The Seoul High Court Thursday found Paul Yoo, a former executive of Lone Star, guilty of engaging in stock manipulation in the Texas-based buyout firm’s 2004 acquisition of Korea Exchange Bank (KEB)’s credit card unit.

The court sentenced Yoo to a three-year jail term and also fined Lone Star 25 billion won (about $21.2 million).

However, the court overturned an earlier conviction on KEB over its alleged involvement in the stock-price rigging and declared it not guilty

Ironically, the ruling may clear the last hurdle in Lone Star’s six-year quest to sell its 51 percent stake in KEB. The Financial Services Commission (FSC), the regulator, said that it may have to tell Lone Star to sell most of its KEB stake following Yoo’s conviction.

Lone Star inked a $4 billion-plus agreement to sell its shares in KEB to Hana late last year. But the FSC had delayed reviewing the deal, opting to wait for the results of Yoo’s retrial after the Supreme Court overturned a 2008 not-guilty verdict in March.
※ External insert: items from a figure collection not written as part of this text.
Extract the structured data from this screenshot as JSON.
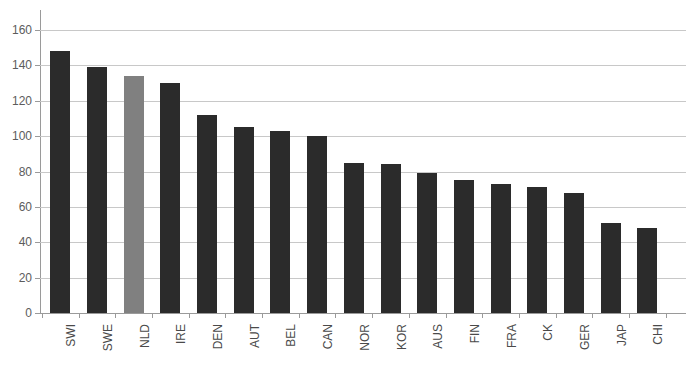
{
  "chart_data": {
    "type": "bar",
    "title": "",
    "xlabel": "",
    "ylabel": "",
    "ylim": [
      0,
      160
    ],
    "ytick_step": 20,
    "yticks": [
      0,
      20,
      40,
      60,
      80,
      100,
      120,
      140,
      160
    ],
    "grid": "horizontal",
    "legend": "none",
    "categories": [
      "SWI",
      "SWE",
      "NLD",
      "IRE",
      "DEN",
      "AUT",
      "BEL",
      "CAN",
      "NOR",
      "KOR",
      "AUS",
      "FIN",
      "FRA",
      "CK",
      "GER",
      "JAP",
      "CHI"
    ],
    "values": [
      148,
      139,
      134,
      130,
      112,
      105,
      103,
      100,
      85,
      84,
      79,
      75,
      73,
      71,
      68,
      51,
      48
    ],
    "highlight_category": "NLD",
    "bar_color": "#2b2b2b",
    "highlight_color": "#808080",
    "gridline_color": "#c8c8c8",
    "axis_color": "#9a9a9a",
    "tick_label_color": "#5c5c5c"
  }
}
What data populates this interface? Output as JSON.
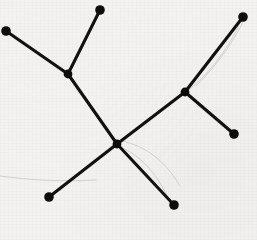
{
  "figure": {
    "medium": "scanned black ink drawing on textured off-white paper",
    "canvas": {
      "width": 257,
      "height": 240
    },
    "colors": {
      "background": "#f3f2f0",
      "ink": "#111110",
      "node_fill": "#0d0d0c",
      "artifact": "#c9c8c6",
      "bleed_text": "#e4e3e0"
    },
    "style": {
      "edge_stroke_width": 3.1,
      "node_radius": 4.8,
      "leaf_node_radius": 4.8,
      "internal_node_radius": 4.4
    }
  },
  "chart_data": {
    "type": "graph",
    "subtype": "unrooted-tree",
    "node_count": 11,
    "edge_count": 10,
    "leaf_count": 8,
    "internal_count": 3,
    "nodes": [
      {
        "id": "L1",
        "label": "",
        "role": "leaf",
        "x": 6,
        "y": 31
      },
      {
        "id": "L2",
        "label": "",
        "role": "leaf",
        "x": 100,
        "y": 10
      },
      {
        "id": "I1",
        "label": "",
        "role": "internal",
        "x": 68,
        "y": 74
      },
      {
        "id": "H",
        "label": "",
        "role": "internal",
        "x": 117,
        "y": 144
      },
      {
        "id": "I2",
        "label": "",
        "role": "internal",
        "x": 185,
        "y": 92
      },
      {
        "id": "L3",
        "label": "",
        "role": "leaf",
        "x": 243,
        "y": 17
      },
      {
        "id": "L4",
        "label": "",
        "role": "leaf",
        "x": 234,
        "y": 134
      },
      {
        "id": "L5",
        "label": "",
        "role": "leaf",
        "x": 49,
        "y": 197
      },
      {
        "id": "L6",
        "label": "",
        "role": "leaf",
        "x": 174,
        "y": 205
      }
    ],
    "edges": [
      {
        "id": "e1",
        "source": "L1",
        "target": "I1",
        "label": ""
      },
      {
        "id": "e2",
        "source": "L2",
        "target": "I1",
        "label": ""
      },
      {
        "id": "e3",
        "source": "I1",
        "target": "H",
        "label": ""
      },
      {
        "id": "e4",
        "source": "H",
        "target": "I2",
        "label": ""
      },
      {
        "id": "e5",
        "source": "I2",
        "target": "L3",
        "label": ""
      },
      {
        "id": "e6",
        "source": "I2",
        "target": "L4",
        "label": ""
      },
      {
        "id": "e7",
        "source": "H",
        "target": "L5",
        "label": ""
      },
      {
        "id": "e8",
        "source": "H",
        "target": "L6",
        "label": ""
      }
    ],
    "annotations": [],
    "xlabel": "",
    "ylabel": "",
    "legend": [],
    "grid": false
  },
  "artifacts": {
    "description": "faint scan/pencil scratches and reverse-side bleed-through",
    "scratches": [
      {
        "id": "a1",
        "path": "M 243 22 C 230 48, 214 68, 196 86"
      },
      {
        "id": "a2",
        "path": "M 238 28 C 224 54, 208 74, 189 90"
      },
      {
        "id": "a3",
        "path": "M 122 141 C 145 146, 165 160, 180 186"
      },
      {
        "id": "a4",
        "path": "M 120 147 C 140 155, 156 172, 168 198"
      },
      {
        "id": "a5",
        "path": "M 0 176 C 30 180, 60 182, 96 180"
      }
    ],
    "bleed_text_rows": [
      {
        "id": "b1",
        "text": "",
        "x": 36,
        "y": 46
      },
      {
        "id": "b2",
        "text": "",
        "x": 28,
        "y": 60
      },
      {
        "id": "b3",
        "text": "",
        "x": 46,
        "y": 74
      },
      {
        "id": "b4",
        "text": "",
        "x": 150,
        "y": 40
      },
      {
        "id": "b5",
        "text": "",
        "x": 150,
        "y": 56
      },
      {
        "id": "b6",
        "text": "",
        "x": 60,
        "y": 232
      }
    ]
  }
}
With the sale left in limbo, Lone Star and Hana were forced to extend their deadline for the deal from May to Nov. 30.

The high court’s ruling on Yoo backed a long-held assertion by prosecutors that Lone Star executives colluded with KEB’s former management and government officials to understate the bank’s financial health and allow the buyout fund to purchase it at a lower-than-expected price in 2003.

Lone Star acquired a controlling stake in KEB for $1.2 billion in 2003 and later merged the bank with its then-listed credit card unit. Prosecutors had claimed Yoo intentionally spread rumors in 2003 that the credit card unit might reduce its capital and then issue new shares, which resulted in a slide in stock prices and paved the way for a cheaper merger with KEB.

Financial industry insiders believe that the conclusion of the litigation on Lone Star removes the legal uncertainty for Hana’s takeover of KEB.

The court ruling provides the FSC grounds to declare Lone Star as ineligible to be KEB’s major shareholder, which will require the buyout firm to sell all but 9 percent of its shares in the bank within six months. Financial regulators will likely bless Hana to be on the receiving end of Lone Star’s share release.

There is the possibility that Lone Star could appeal the decisions and force another showdown in the Supreme Court, although some observers see this as doubtful when the current ruling could be the buyout firm’s back-handed ticket out of Korea.